In suspension systems, the infrastructure itself moves goods. No vehicles carry cargo from place to place - objects travel the same cables people do, powered by the same gravity.
Ground-based logistics requires vehicles: trucks, forklifts, conveyor belts. The infrastructure (roads, floors) is passive; vehicles provide the energy and direction.
Suspension infrastructure is already dynamic. Cables hold potential energy. Releasing an object lets gravity move it. The "vehicle" is the cable itself.
This changes what logistics looks like. Moving something doesn't require a powered carrier - it requires releasing stored height and catching at the destination.
A warehouse organized for swing access: shelving arranged in arcs reachable from a central swing point.
The retrieval sequence:
1. Swing toward target shelf position
2. At apex (momentarily stationary), latch onto item
3. Swing back, item now attached to swing
4. At return apex, transfer item to outbound route
Simple mechanical latches handle attachment - no motors, no electronics required. A hook engages a standardized handle on the item. Release is equally simple: disengage hook, item transfers to next system.
A single swing position can reach hundreds of shelf locations across its arc. Multiple swing points cover a large warehouse with overlapping access zones.
Mass doesn't change pendulum period. A 5-meter swing takes about 4.5 seconds whether empty or loaded. This means carrying cargo costs no additional time and negligible additional energy.
When you anchor a swing, you can anchor to cargo rather than a fixed point. When you release, the cargo comes with you. The physics handles it - you're not lifting or carrying, just including additional mass in the swing system.
Practical limits:
But within normal ranges, moving yourself and moving cargo are the same motion.
Stored potential energy can release in sequence, like dominoes.
A line of packages sits on shelves at graduated heights. Release the first package - it swings down, strikes a trigger, releases the second. The second swings, releases the third. A single initiating action sends a chain of items through the network.
Setting up a cascade:
1. Items positioned at height (potential energy stored)
2. Triggers set to release on impact or weight change
3. Routes configured for each item's destination
4. Single release point initiates sequence
Recharging the cascade:
Items must return to height. This happens through:
The system accumulates potential energy during normal activity, releases it in coordinated distribution bursts.
Not all distribution is cascade-style bursts. Steady flow systems move items continuously:
Gravity conveyors: Angled cable runs where items slide slowly downhill. Friction controls speed. Items queue at junction points, release when downstream clears.
Circulation loops: Cable paths that form closed circuits. Items enter the loop, travel around, exit at their destination. Like a river current that carries floating cargo.
Timed releases: Items released at intervals from high storage, creating regular delivery rhythm. A neighborhood might receive supplies every few minutes throughout the day.
Ground logistics requires vehicles because the infrastructure doesn't move. Suspension logistics doesn't need vehicles because the infrastructure already moves everything.
A truck carries cargo through its engine power. A suspension network carries cargo through height differential. The energy was stored when the item was lifted to its origin point; delivery releases that stored energy.
This eliminates:
The infrastructure cost shifts to more anchor points and cable capacity, but the per-trip cost drops toward zero.
Physical logistics can carry information. A weighted message capsule swings through the network like any other cargo. Arrival at destination is the signal - no electronics required.
More sophisticated: coded sequences. A pattern of small weights arriving in specific timing encodes a message. The network becomes a mechanical telegraph.
For simple signals (yes/no, ready/not-ready), a single indicator moving between positions suffices. Binary state visible from anywhere with line of sight.
Perishables benefit from continuous movement. Rather than storage in refrigerated warehouses, food circulates through the network - always in motion, always cooling in airflow.
Morning harvest enters the network at farm-level nodes. By afternoon, produce has distributed to residential areas through normal cascade and flow patterns. Nothing sits stationary long enough to spoil in typical climates.
Cold storage still exists for longer preservation, but day-to-day distribution is motion-based.
Height dependency: Distribution flows downhill. Uphill movement requires energy input - human effort, mechanical lift, or waiting for return traffic going the right direction.
Capacity constraints: Cable systems have maximum load. Heavy items need dedicated high-capacity routes. Peak demand can saturate the network.
Timing complexity: Cascade systems require setup. Continuous flow requires coordination. Neither is as flexible as "put it on a truck and drive."
Fragility: Some goods can't handle the acceleration and impact of swing-based transport. Padding, careful routing, or dedicated gentle-handling routes address this partially.
Suspension Transportation: The transit infrastructure that makes suspension logistics possible. Same cables, same physics, different application.
Fluid Structures: Habitation systems that receive goods through suspension logistics. A reconfigurable home receives supplies without anyone walking to a store. Distribution continues during floods - cascade systems operate above water level.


To do: Would you restate each line of the data below word for word, without its pictures?

☆ ☆ ☆ ☆

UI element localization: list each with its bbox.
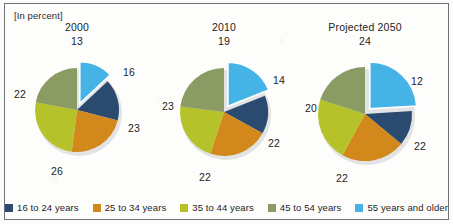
legend-divider (5, 192, 448, 193)
legend-swatch-icon (180, 204, 188, 212)
legend-item-25-to-34-years[interactable]: 25 to 34 years (93, 202, 167, 213)
legend-swatch-icon (5, 204, 13, 212)
legend-label: 45 to 54 years (280, 202, 342, 213)
legend-item-35-to-44-years[interactable]: 35 to 44 years (180, 202, 254, 213)
legend-item-45-to-54-years[interactable]: 45 to 54 years (268, 202, 342, 213)
pie-slice-value-label: 22 (400, 140, 440, 152)
legend-label: 16 to 24 years (17, 202, 79, 213)
legend-label: 55 years and older (367, 202, 448, 213)
legend-swatch-icon (268, 204, 276, 212)
legend-item-55-years-and-older[interactable]: 55 years and older (355, 202, 448, 213)
legend-swatch-icon (355, 204, 363, 212)
legend-label: 25 to 34 years (105, 202, 167, 213)
pie-projected-2050 (0, 0, 453, 224)
pie-chart-figure: [In percent] 200013162326222010191422222… (0, 0, 453, 224)
legend-label: 35 to 44 years (192, 202, 254, 213)
pie-slice-value-label: 24 (345, 35, 385, 47)
pie-slice-value-label: 22 (322, 172, 362, 184)
pie-slice-value-label: 12 (397, 75, 437, 87)
pie-slice-value-label: 20 (291, 102, 331, 114)
legend-item-16-to-24-years[interactable]: 16 to 24 years (5, 202, 79, 213)
legend-swatch-icon (93, 204, 101, 212)
chart-legend: 16 to 24 years25 to 34 years35 to 44 yea… (0, 202, 453, 213)
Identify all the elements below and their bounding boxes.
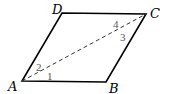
- angle-label-2: 2: [36, 61, 42, 73]
- parallelogram-diagram: D C A B 1 2 3 4: [0, 0, 171, 94]
- vertex-label-c: C: [150, 6, 160, 21]
- vertex-label-b: B: [108, 81, 119, 94]
- angle-label-3: 3: [120, 31, 126, 43]
- vertex-label-a: A: [7, 79, 17, 94]
- angle-label-4: 4: [113, 18, 119, 30]
- angle-label-1: 1: [47, 70, 53, 82]
- vertex-label-d: D: [51, 2, 63, 17]
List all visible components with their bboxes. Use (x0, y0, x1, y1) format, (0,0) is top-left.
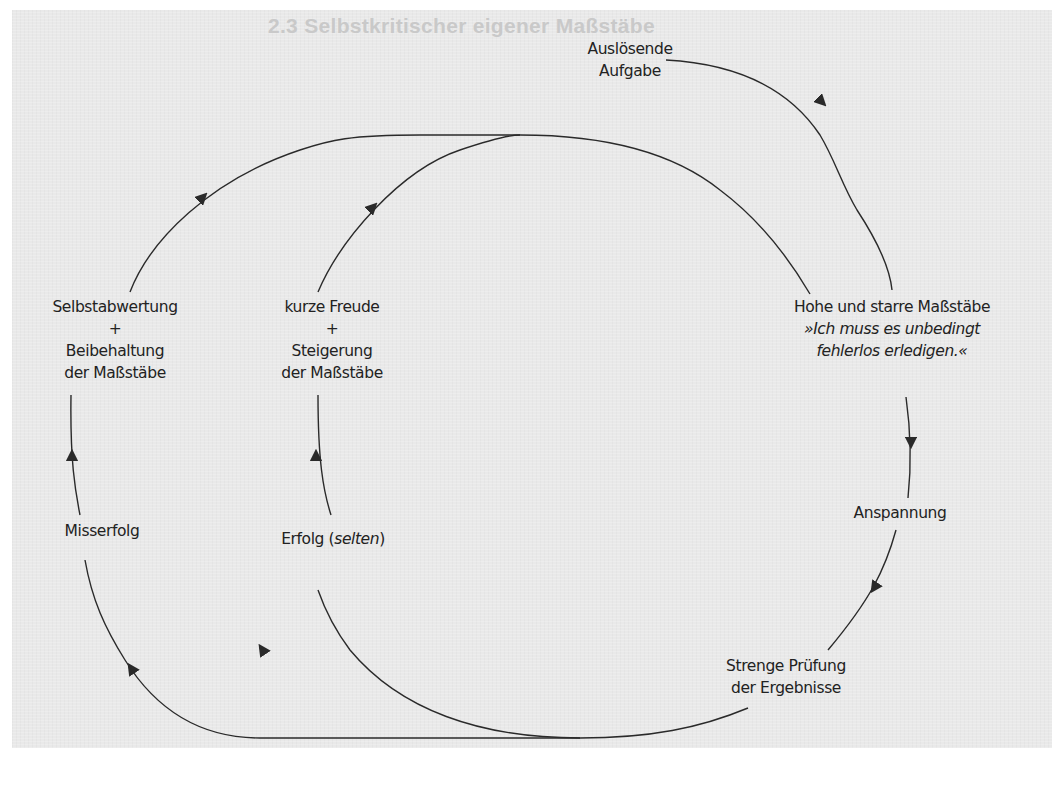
edge-standards-to-tension (906, 397, 910, 498)
node-success-label: Erfolg ( (281, 530, 334, 548)
node-devaluation-line1: Selbstabwertung (52, 296, 177, 318)
node-failure: Misserfolg (65, 520, 140, 542)
node-devaluation-plus: + (52, 318, 177, 340)
edge-trigger-to-standards (666, 60, 892, 290)
edge-joy-to-standards (318, 135, 520, 292)
node-standards: Hohe und starre Maßstäbe »Ich muss es un… (794, 296, 990, 362)
node-standards-quote-line2: fehlerlos erledigen.« (794, 340, 990, 362)
node-trigger: Auslösende Aufgabe (587, 38, 672, 82)
edge-tension-to-review (828, 530, 896, 650)
node-joy-plus: + (281, 318, 383, 340)
node-success-italic: selten (334, 530, 379, 548)
edge-review-to-failure (85, 560, 748, 738)
node-standards-title: Hohe und starre Maßstäbe (794, 296, 990, 318)
node-tension: Anspannung (854, 502, 947, 524)
node-failure-label: Misserfolg (65, 520, 140, 542)
node-standards-quote-line1: »Ich muss es unbedingt (794, 318, 990, 340)
node-trigger-line2: Aufgabe (587, 60, 672, 82)
edge-devaluation-to-standards (130, 135, 810, 294)
node-trigger-line1: Auslösende (587, 38, 672, 60)
node-joy-line3: der Maßstäbe (281, 362, 383, 384)
edge-success-to-joy (318, 395, 331, 515)
node-review-line1: Strenge Prüfung (726, 655, 846, 677)
cycle-diagram (0, 0, 1064, 794)
node-joy-line2: Steigerung (281, 340, 383, 362)
node-joy: kurze Freude + Steigerung der Maßstäbe (281, 296, 383, 384)
node-devaluation-line2: Beibehaltung (52, 340, 177, 362)
node-success: Erfolg (selten) (281, 528, 385, 550)
node-success-close: ) (379, 530, 385, 548)
edge-review-to-success (318, 590, 580, 738)
node-devaluation: Selbstabwertung + Beibehaltung der Maßst… (52, 296, 177, 384)
node-review-line2: der Ergebnisse (726, 677, 846, 699)
node-review: Strenge Prüfung der Ergebnisse (726, 655, 846, 699)
node-tension-label: Anspannung (854, 502, 947, 524)
node-joy-line1: kurze Freude (281, 296, 383, 318)
node-devaluation-line3: der Maßstäbe (52, 362, 177, 384)
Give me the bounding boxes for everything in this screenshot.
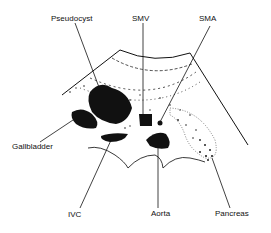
aorta-label: Aorta (151, 210, 170, 218)
pancreas-label: Pancreas (215, 210, 249, 218)
pseudocyst-label: Pseudocyst (51, 15, 92, 23)
leader-lines (40, 23, 230, 208)
smv-label: SMV (132, 15, 149, 23)
sma-label: SMA (199, 15, 216, 23)
smv-shape (139, 114, 152, 126)
ivc-shape (101, 133, 128, 142)
gallbladder-label: Gallbladder (12, 143, 53, 151)
ivc-label: IVC (68, 211, 81, 219)
vertebra-outline (88, 147, 205, 168)
ultrasound-diagram (0, 0, 271, 233)
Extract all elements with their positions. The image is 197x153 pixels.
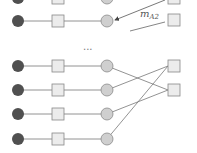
light-node bbox=[101, 84, 113, 96]
square-node bbox=[52, 84, 64, 96]
dark-node bbox=[12, 15, 24, 27]
edge-label: mA2 bbox=[140, 8, 160, 21]
top-row-1 bbox=[12, 0, 113, 4]
right-square-node bbox=[168, 0, 180, 4]
square-node bbox=[52, 133, 64, 145]
light-node bbox=[101, 15, 113, 27]
light-node bbox=[101, 60, 113, 72]
light-node bbox=[101, 133, 113, 145]
edge bbox=[130, 22, 165, 31]
square-node bbox=[52, 15, 64, 27]
right-square-node bbox=[168, 14, 180, 26]
light-node bbox=[101, 0, 113, 4]
square-node bbox=[52, 60, 64, 72]
edge bbox=[107, 66, 168, 139]
ellipsis: ... bbox=[83, 41, 93, 52]
bipartite-graph-diagram: mA2 ... bbox=[0, 0, 197, 153]
dark-node bbox=[12, 133, 24, 145]
top-row-2 bbox=[12, 15, 113, 27]
square-node bbox=[52, 0, 64, 4]
light-node bbox=[101, 108, 113, 120]
bottom-rows bbox=[12, 60, 180, 145]
dark-node bbox=[12, 60, 24, 72]
square-node bbox=[52, 108, 64, 120]
right-square-node bbox=[168, 84, 180, 96]
right-square-node bbox=[168, 60, 180, 72]
dark-node bbox=[12, 108, 24, 120]
dark-node bbox=[12, 84, 24, 96]
dark-node bbox=[12, 0, 24, 4]
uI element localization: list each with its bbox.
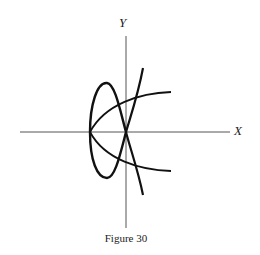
figure-canvas (0, 0, 260, 255)
closed-loop-curve (90, 83, 126, 178)
x-axis-label: X (234, 123, 242, 139)
y-axis-label: Y (119, 15, 126, 31)
figure-caption: Figure 30 (0, 232, 252, 244)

☆ ☆ ☆ ☆

Task answer:
UI element localization: list each with its bbox.
legend-divider (5, 192, 448, 193)
legend-swatch-icon (180, 204, 188, 212)
legend-item-25-to-34-years[interactable]: 25 to 34 years (93, 202, 167, 213)
legend-swatch-icon (5, 204, 13, 212)
legend-label: 45 to 54 years (280, 202, 342, 213)
legend-item-35-to-44-years[interactable]: 35 to 44 years (180, 202, 254, 213)
legend-item-45-to-54-years[interactable]: 45 to 54 years (268, 202, 342, 213)
pie-slice-value-label: 22 (400, 140, 440, 152)
legend-label: 16 to 24 years (17, 202, 79, 213)
legend-label: 55 years and older (367, 202, 448, 213)
legend-swatch-icon (268, 204, 276, 212)
legend-item-55-years-and-older[interactable]: 55 years and older (355, 202, 448, 213)
legend-swatch-icon (355, 204, 363, 212)
legend-label: 25 to 34 years (105, 202, 167, 213)
pie-projected-2050 (0, 0, 453, 224)
pie-chart-figure: [In percent] 200013162326222010191422222… (0, 0, 453, 224)
legend-label: 35 to 44 years (192, 202, 254, 213)
pie-slice-value-label: 24 (345, 35, 385, 47)
pie-slice-value-label: 22 (322, 172, 362, 184)
pie-slice-value-label: 12 (397, 75, 437, 87)
pie-slice-value-label: 20 (291, 102, 331, 114)
legend-item-16-to-24-years[interactable]: 16 to 24 years (5, 202, 79, 213)
legend-swatch-icon (93, 204, 101, 212)
chart-legend: 16 to 24 years25 to 34 years35 to 44 yea… (0, 202, 453, 213)
Identify all the elements below and their bounding boxes.
- angle-label-2: 2: [36, 61, 42, 73]
- parallelogram-diagram: D C A B 1 2 3 4: [0, 0, 171, 94]
- vertex-label-c: C: [150, 6, 160, 21]
- vertex-label-b: B: [108, 81, 119, 94]
- angle-label-3: 3: [120, 31, 126, 43]
- vertex-label-a: A: [7, 79, 17, 94]
- angle-label-4: 4: [113, 18, 119, 30]
- angle-label-1: 1: [47, 70, 53, 82]
- vertex-label-d: D: [51, 2, 63, 17]
List all visible components with their bboxes. Use (x0, y0, x1, y1) format, (0,0) is top-left.
edge-standards-to-tension (906, 397, 910, 498)
node-success-label: Erfolg ( (281, 530, 334, 548)
node-devaluation-line1: Selbstabwertung (52, 296, 177, 318)
node-failure: Misserfolg (65, 520, 140, 542)
node-devaluation-plus: + (52, 318, 177, 340)
edge-trigger-to-standards (666, 60, 892, 290)
edge-joy-to-standards (318, 135, 520, 292)
node-standards: Hohe und starre Maßstäbe »Ich muss es un… (794, 296, 990, 362)
node-standards-quote-line2: fehlerlos erledigen.« (794, 340, 990, 362)
node-trigger: Auslösende Aufgabe (587, 38, 672, 82)
edge-tension-to-review (828, 530, 896, 650)
node-joy-plus: + (281, 318, 383, 340)
node-success-italic: selten (334, 530, 379, 548)
edge-review-to-failure (85, 560, 748, 738)
node-standards-title: Hohe und starre Maßstäbe (794, 296, 990, 318)
node-tension: Anspannung (854, 502, 947, 524)
node-failure-label: Misserfolg (65, 520, 140, 542)
node-standards-quote-line1: »Ich muss es unbedingt (794, 318, 990, 340)
node-trigger-line2: Aufgabe (587, 60, 672, 82)
edge-devaluation-to-standards (130, 135, 810, 294)
node-trigger-line1: Auslösende (587, 38, 672, 60)
node-joy-line3: der Maßstäbe (281, 362, 383, 384)
edge-success-to-joy (318, 395, 331, 515)
node-review-line1: Strenge Prüfung (726, 655, 846, 677)
cycle-diagram (0, 0, 1064, 794)
node-joy-line2: Steigerung (281, 340, 383, 362)
node-joy: kurze Freude + Steigerung der Maßstäbe (281, 296, 383, 384)
node-devaluation-line2: Beibehaltung (52, 340, 177, 362)
node-success: Erfolg (selten) (281, 528, 385, 550)
node-success-close: ) (379, 530, 385, 548)
edge-review-to-success (318, 590, 580, 738)
node-devaluation: Selbstabwertung + Beibehaltung der Maßst… (52, 296, 177, 384)
node-review-line2: der Ergebnisse (726, 677, 846, 699)
node-review: Strenge Prüfung der Ergebnisse (726, 655, 846, 699)
node-tension-label: Anspannung (854, 502, 947, 524)
node-joy-line1: kurze Freude (281, 296, 383, 318)
node-devaluation-line3: der Maßstäbe (52, 362, 177, 384)
Give me the bounding boxes for everything in this screenshot.
aorta-label: Aorta (151, 210, 170, 218)
pancreas-label: Pancreas (215, 210, 249, 218)
pseudocyst-label: Pseudocyst (51, 15, 92, 23)
leader-lines (40, 23, 230, 208)
smv-label: SMV (132, 15, 149, 23)
sma-label: SMA (199, 15, 216, 23)
smv-shape (139, 114, 152, 126)
ivc-shape (101, 133, 128, 142)
gallbladder-label: Gallbladder (12, 143, 53, 151)
ivc-label: IVC (68, 211, 81, 219)
vertebra-outline (88, 147, 205, 168)
ultrasound-diagram (0, 0, 271, 233)
Extract all elements with their positions. The image is 197x153 pixels.
light-node bbox=[101, 84, 113, 96]
square-node bbox=[52, 84, 64, 96]
dark-node bbox=[12, 15, 24, 27]
edge-label: mA2 bbox=[140, 8, 160, 21]
top-row-1 bbox=[12, 0, 113, 4]
right-square-node bbox=[168, 0, 180, 4]
square-node bbox=[52, 133, 64, 145]
light-node bbox=[101, 15, 113, 27]
light-node bbox=[101, 60, 113, 72]
light-node bbox=[101, 133, 113, 145]
edge bbox=[130, 22, 165, 31]
square-node bbox=[52, 15, 64, 27]
right-square-node bbox=[168, 14, 180, 26]
light-node bbox=[101, 0, 113, 4]
square-node bbox=[52, 60, 64, 72]
edge bbox=[107, 66, 168, 139]
ellipsis: ... bbox=[83, 41, 93, 52]
bipartite-graph-diagram: mA2 ... bbox=[0, 0, 197, 153]
dark-node bbox=[12, 133, 24, 145]
top-row-2 bbox=[12, 15, 113, 27]
square-node bbox=[52, 0, 64, 4]
light-node bbox=[101, 108, 113, 120]
bottom-rows bbox=[12, 60, 180, 145]
dark-node bbox=[12, 60, 24, 72]
square-node bbox=[52, 108, 64, 120]
right-square-node bbox=[168, 84, 180, 96]
right-square-node bbox=[168, 60, 180, 72]
dark-node bbox=[12, 108, 24, 120]
dark-node bbox=[12, 84, 24, 96]
dark-node bbox=[12, 0, 24, 4]
uI element localization: list each with its bbox.
figure-canvas (0, 0, 260, 255)
closed-loop-curve (90, 83, 126, 178)
x-axis-label: X (234, 123, 242, 139)
y-axis-label: Y (119, 15, 126, 31)
figure-caption: Figure 30 (0, 232, 252, 244)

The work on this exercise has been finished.